RESPONSIBLE TRAVEL TIPS FROM THE EXPERTS: How to Choose a Travel Supplier
John Gans, Executive Director, National Outdoor Leadership School (NOLS), discusses some considerations individuals and organizations should bear in mind when choosing a travel supplier.
John Gans was selected Executive Director of the National Outdoor Leadership School (NOLS) in October 1995. Founded in 1965 by legendary mountaineer Paul Petzoldt, NOLS is a nonprofit international school dedicated to teaching wilderness skills, leadership, environmental studies, and wilderness first aid, with operations worldwide. John’s relationship with NOLS began as a participant in Kenya in 1979. In 1980, he returned to NOLS as a student on the instructor course, and the following year, joined the organization full-time as an instructor. John met his eventual wife, Stephanie Kessler, at NOLS and together they went to Alaska, where John ran NOLS Alaska from 1984-88. In 1990, he was named Director of Operations, overseeing NOLS programming in Wyoming, Washington, Arizona, Alaska, the Yukon, East Africa, Mexico, and Chile.
As Executive Director, John is responsible for overall strategic planning, mission leadership, and building institutional community and commitment with the school’s 1,000 faculty and staff. Under John’s leadership, NOLS has acquired and integrated the Wilderness Medicine Institute (WMI) and created the NOLS Professional Training Institute (NOLS Pro), which tailors the NOLS curriculum to professional groups, including training of NASA astronauts, Naval Academy midshipmen, federal land managers, international representatives, and others. NOLS takes people of all ages on their wilderness courses, which range in duration from 10 days to a full academic year. More than 13,500 students graduate from NOLS each year.
Don George: NOLS has been at the forefront of advancing sustainable travel practices. What are some of the key initiatives you’ve advanced to mitigate your impact on the places you visit?
John Gans: As a wilderness education organization, our mission involves teaching wilderness and leadership skills and environmental studies on extended back-country expeditions in remote locations around the world. We teach roughly 3,300 students each year in the wilderness and we spend long periods of time there, so it’s imperative that we teach and live low-impact camping and travel. NOLS is one of the original partners in Leave No Trace (LNT), an international ethic that espouses minimum-impact outdoor activity. LNT principles form the foundation of what we teach on every course as students learn to be comfortable in the wilderness and minimize their impact on it. In partnership with the USDA Forest Service, NOLS authored the original LNT curriculum. In addition to our daily teaching, we continue to promote LNT travel as one of five providers of the LNT masters course, a five-day learning opportunity that trains professionals to be LNT trainers themselves.
How would you suggest travelers make an informed decision when selecting a travel provider?
The best way to start is by asking questions.

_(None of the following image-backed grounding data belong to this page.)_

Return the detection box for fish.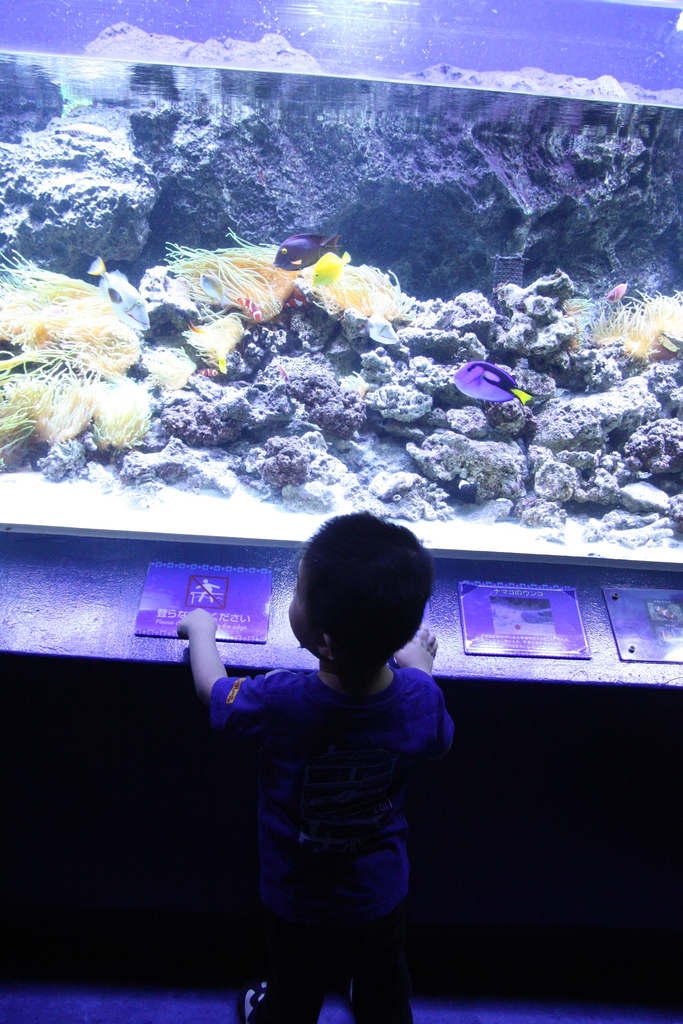
bbox(607, 282, 630, 301).
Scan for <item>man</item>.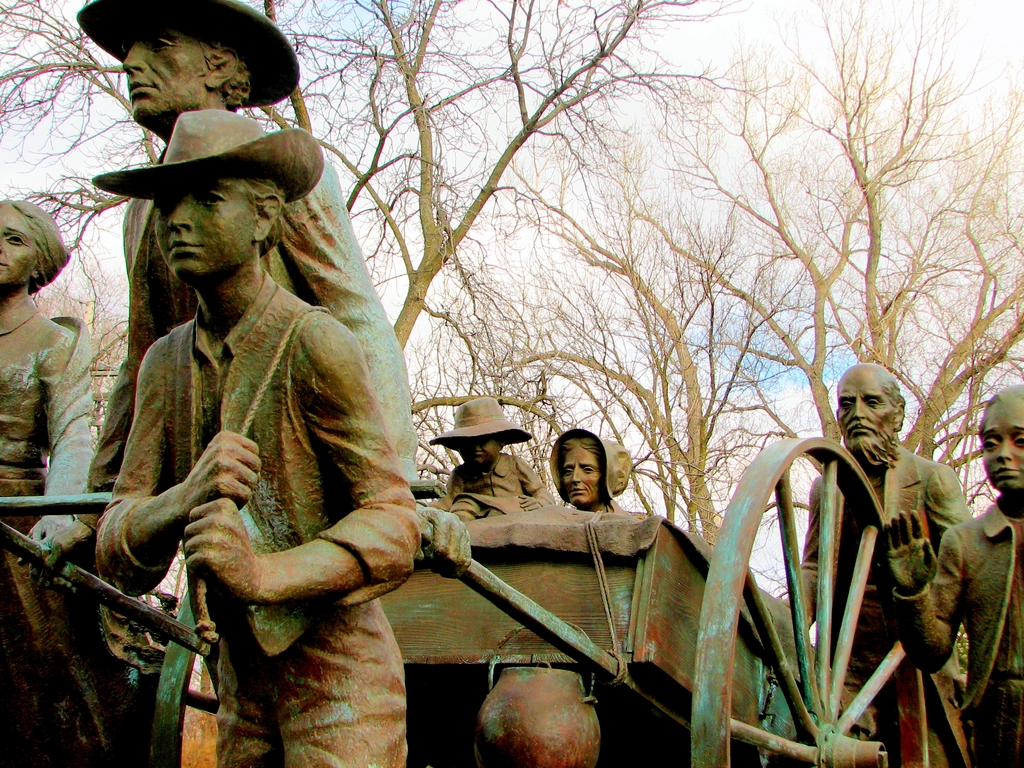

What aspects of sustainable travel are most important to you? Are you most concerned about energy consumption? Waste management? Sustainable food production? All of these and more? Ask providers you’re evaluating what kind of environmental sustainability programs they have in place. Visit their web sites. If they are running a sustainable operation, they will likely want to tell their visitors about it and information should be readily available to the public. Ask if their practices and plans have been reviewed and evaluated by an outside organization, and if you want to go deeper, ask providers if they are tracking their organizational carbon footprint. If they don’t know what this is, that’s an indicator that their environmental commitment may be only surface deep. If they know what it is, ask them if they have plans to track it and reduce it. Encourage them to tell you about these plans.
It is also important to ask about a company’s support of the areas in which they offer journeys. Is local training and local hiring important to the company? Do they consider their cultural impacts in addition to any physical impacts? What does the company do to serve the youth of the areas that they visit?
What resources – and role models – do you use for information on sustainable travel?
In crafting our own internal sustainability initiatives, our resources are many, depending upon the area of focus. When NOLS chose to be more intentional in our sustainability efforts, we started by hiring PureStrategies, highly regarded sustainability consultants, to conduct an audit of our practices and establish a baseline from which to progress. Because we are an educational institution, we often look to the academic world for models of food procurement and facilities management (the Association for Advancement of Sustainability in Higher Education (AASHE) is a helpful resource). When it comes to outdoor gear, we look to the leaders in the manufacturing world for the latest on improvements in materials and packaging. The Outdoor Industry Association has spearheaded the creation of an Eco-Index to encourage standardization of sustainable environmental practices in the outdoor industry.
In the realm of transportation, we work hard to minimize our environmental impact by closely evaluating the routes we drive and the vehicles we use. We plan our transportation as efficiently as possible, minimizing the number of trips we need, the miles driven with empty buses, and using fuel-efficient vehicles. We also work hard to stay ahead of the curve when it comes to individual impact on the wilderness, whether by evaluating new technology for handling human waste in alpine environments or re-routing courses to avoid high-use areas that need a break from human activity.